Our last month’s edition of the Dataspace newsletter looked at the growing applications of AI for cybersecurity, and explored how some of the major players in tech are incorporating AI based security tools into the suite of products they offer to business clients.
However, it is also important to note that hacking can present a threat not only to an organization’s information, but to personal privacy as well. The latter is a growing concern, as evidenced by statements from Apple CEO Tim Cook and the content of many of the sessions from the recent International Conference on Computers, Privacy and Data Protection. (Of note, there were many panels addressing various aspects of AI use and regulation, as well as a session on the intersection of Rights and Cybersecurity policy for Europe)

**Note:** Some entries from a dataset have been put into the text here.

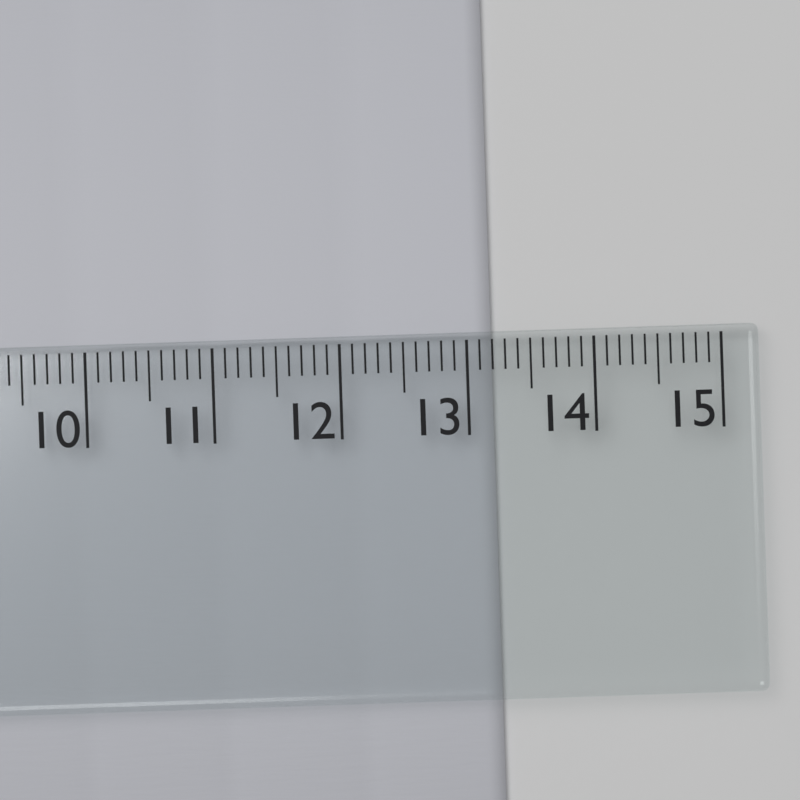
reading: 13.2 cm
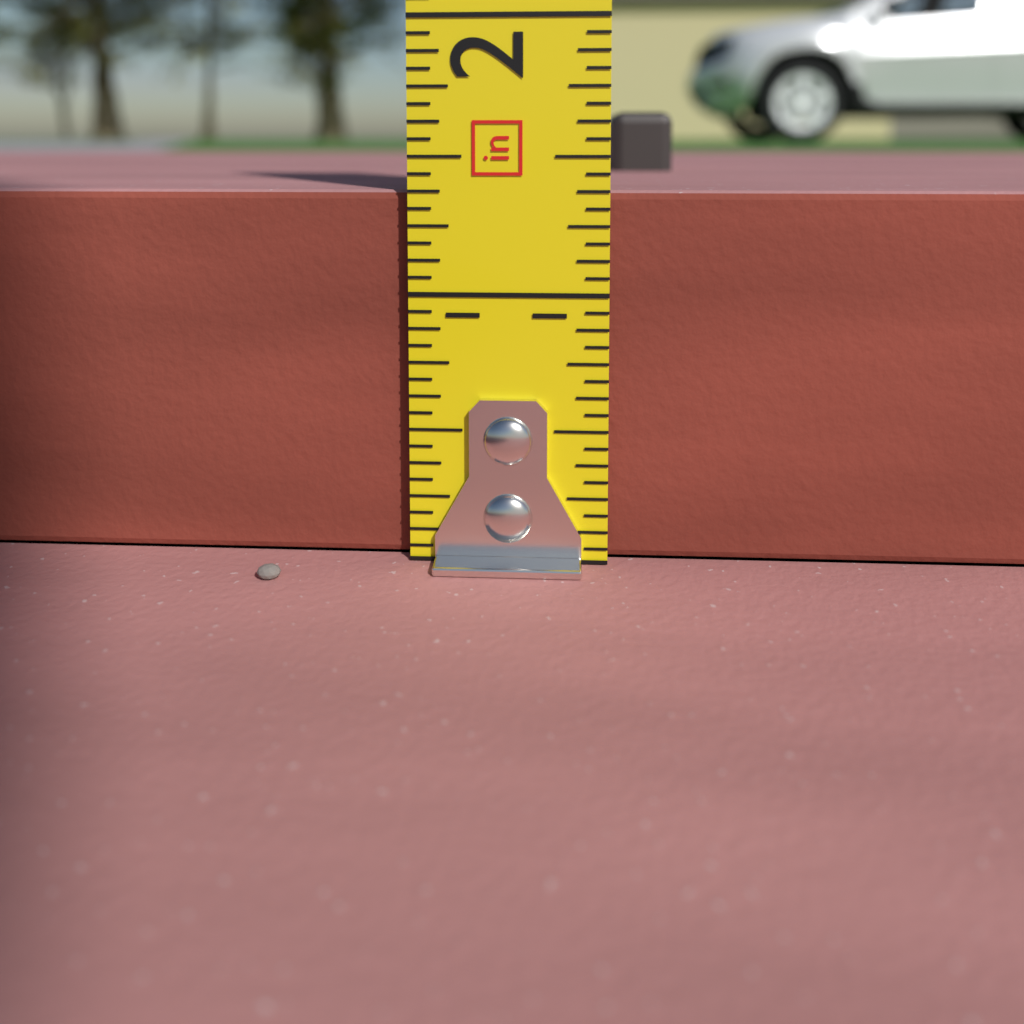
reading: 1.3750 in
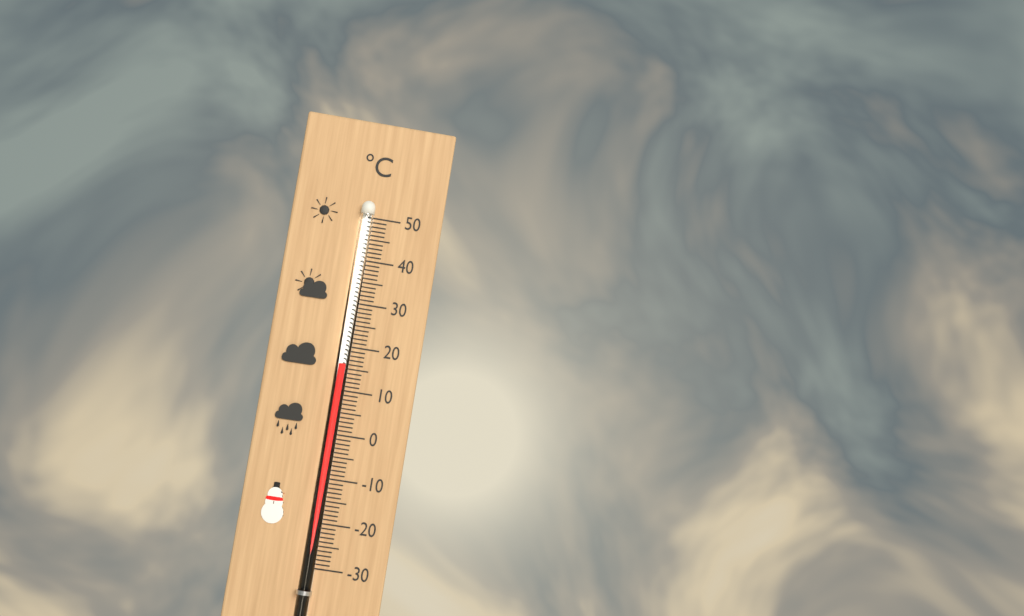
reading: 16 °C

A point highlighted by many of these sessions, as well as literature by panel participants, is that the realms of data protection, cybersecurity, and human rights protection are now intimately linked. Similarly, the line between “personal data” and “business data” has become blurry.

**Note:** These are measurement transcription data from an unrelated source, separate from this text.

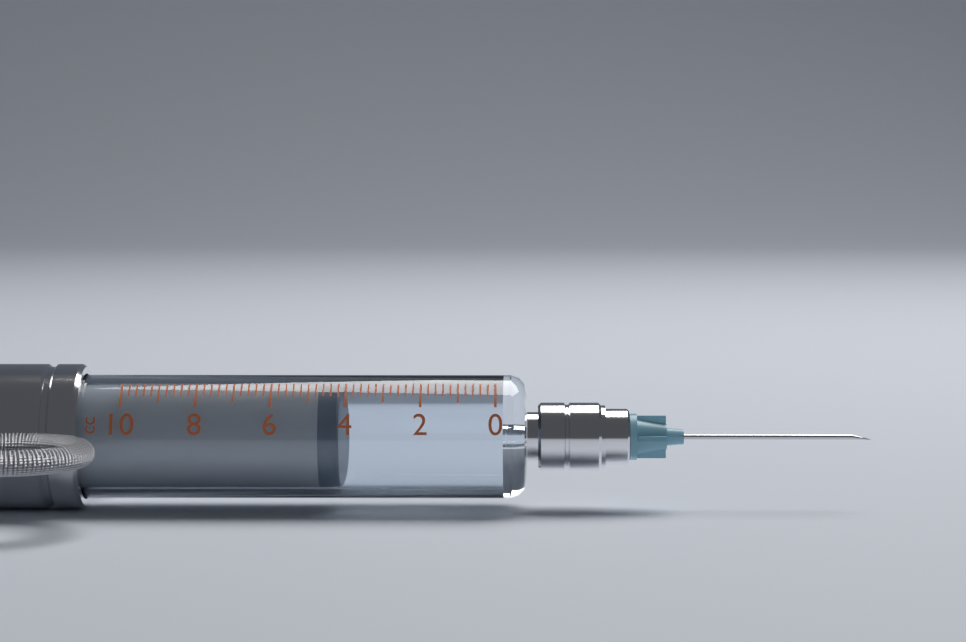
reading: 4.2 cc
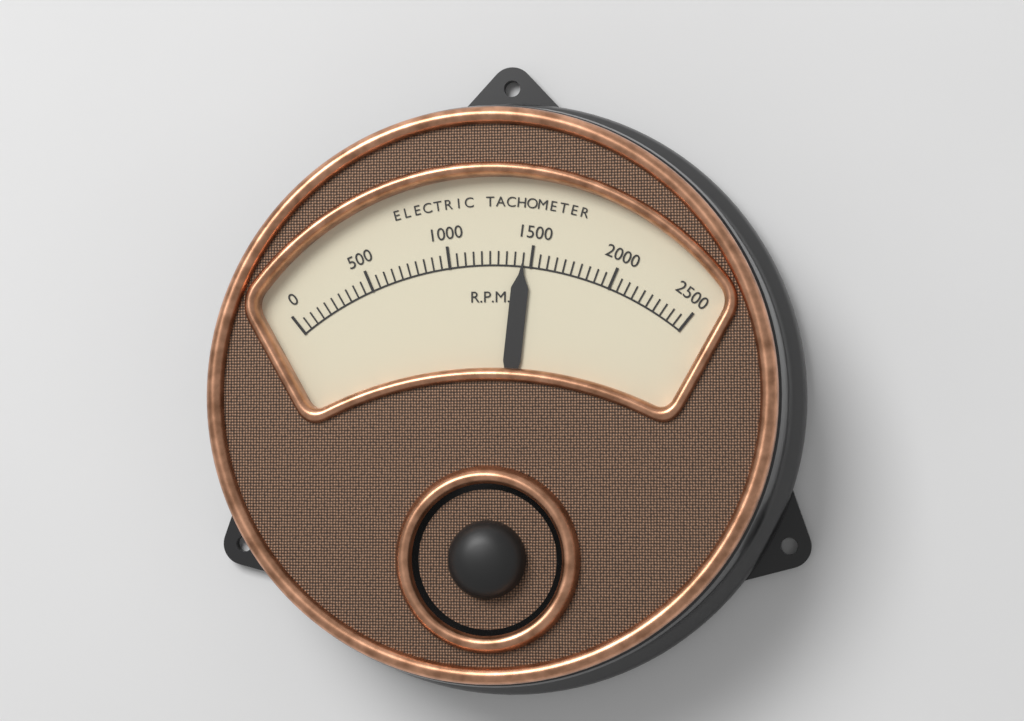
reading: 1450 RPM
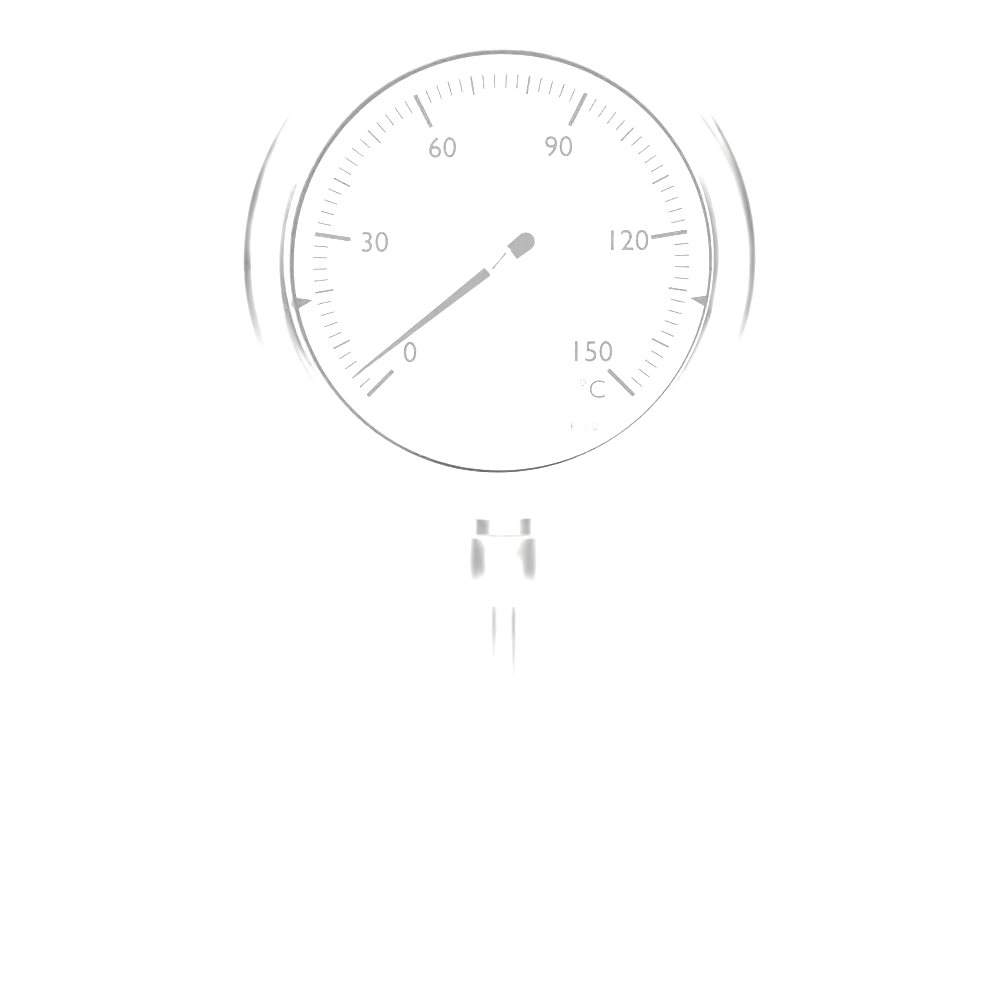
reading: 4 °C
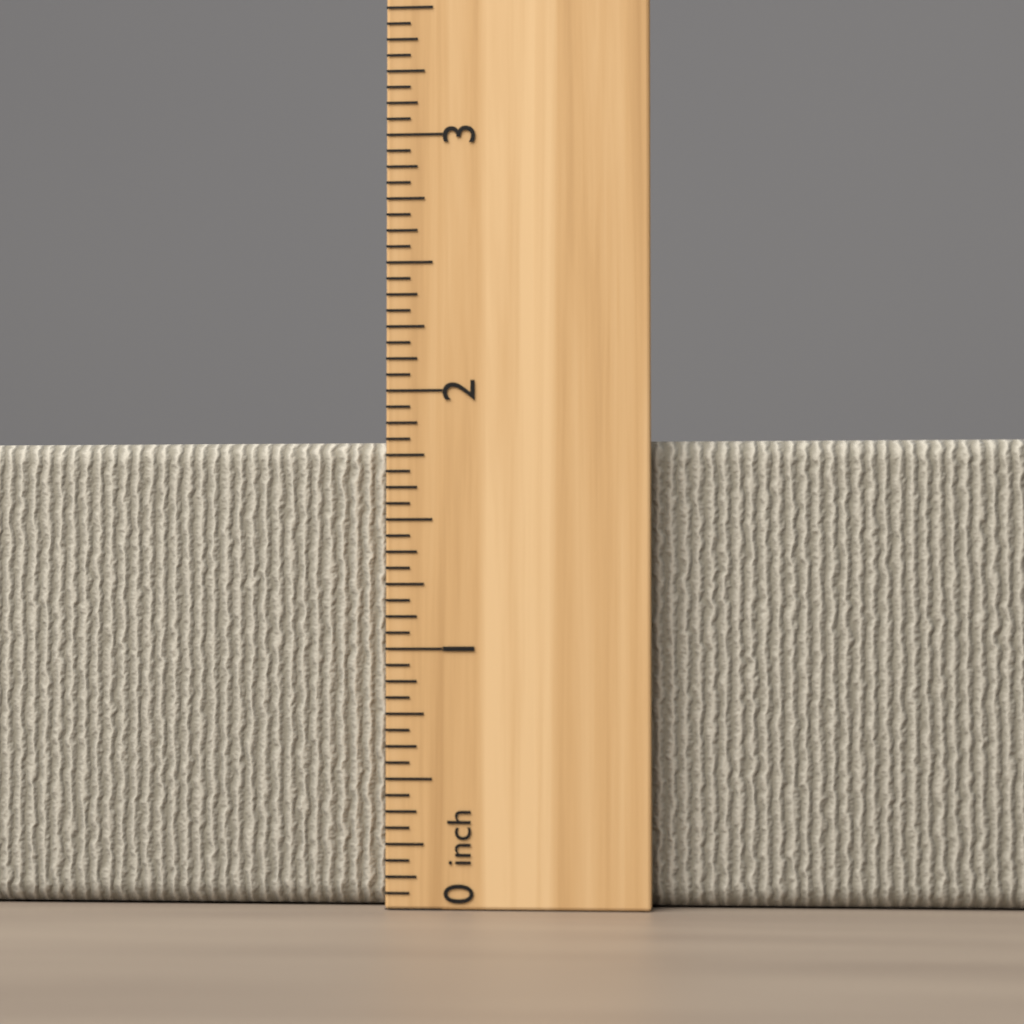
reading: 1.8125 inch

The boundary between “threat detection” and “privacy violation” is another gray area that will have to be navigated. Looking back at some of the examples we explored in April\’s newsletter, we see Amazon’s use of behavior models, and IBM’s AI risk assessments based on a user’s activity type. This threat detection tactic of User Entity Behavior Analytics explicitly relies on machine learning algorithms to track and analyze all user activity – creating metrics for what presents as “normal” behavior for any particular user. This methodology results in an ethical quandary in an of itself – where there is a responsibility to protect users’ data from external (and internal) threats, but in order to improve the AI necessary to mitigate these threats users’ behavior must be even more carefully surveilled and monitored by these same AI.
Is privacy then lost all the same, in the name of protection?
When we reach the Fourth Wave of AI what kind of ethical implications will there be for having “superintelligent” AI reviewing personal information and user activity?
There will necessarily be an ongoing conversation surrounding these questions, and other similar ethical issues, as we continue to navigate the growing intersection between technology and human rights.